Collected data
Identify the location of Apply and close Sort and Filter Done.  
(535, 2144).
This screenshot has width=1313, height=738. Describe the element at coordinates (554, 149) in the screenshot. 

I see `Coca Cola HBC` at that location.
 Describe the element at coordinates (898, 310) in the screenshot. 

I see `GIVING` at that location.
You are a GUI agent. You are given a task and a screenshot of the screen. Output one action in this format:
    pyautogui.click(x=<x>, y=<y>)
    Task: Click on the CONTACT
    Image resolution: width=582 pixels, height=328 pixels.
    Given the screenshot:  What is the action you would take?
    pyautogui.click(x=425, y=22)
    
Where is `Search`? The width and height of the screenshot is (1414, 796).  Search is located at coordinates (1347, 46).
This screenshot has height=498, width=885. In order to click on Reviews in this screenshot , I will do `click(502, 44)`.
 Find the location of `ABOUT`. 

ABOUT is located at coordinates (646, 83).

YOUR ASSIGNMENT: Every entry, from first to last, is to be reproduced exactly.

REPLY:
Identify the location of Apply and close Sort and Filter Done.  
(535, 2144).
This screenshot has width=1313, height=738. Describe the element at coordinates (554, 149) in the screenshot. 

I see `Coca Cola HBC` at that location.
 Describe the element at coordinates (898, 310) in the screenshot. 

I see `GIVING` at that location.
You are a GUI agent. You are given a task and a screenshot of the screen. Output one action in this format:
    pyautogui.click(x=<x>, y=<y>)
    Task: Click on the CONTACT
    Image resolution: width=582 pixels, height=328 pixels.
    Given the screenshot:  What is the action you would take?
    pyautogui.click(x=425, y=22)
    
Where is `Search`? The width and height of the screenshot is (1414, 796).  Search is located at coordinates (1347, 46).
This screenshot has height=498, width=885. In order to click on Reviews in this screenshot , I will do `click(502, 44)`.
 Find the location of `ABOUT`. 

ABOUT is located at coordinates (646, 83).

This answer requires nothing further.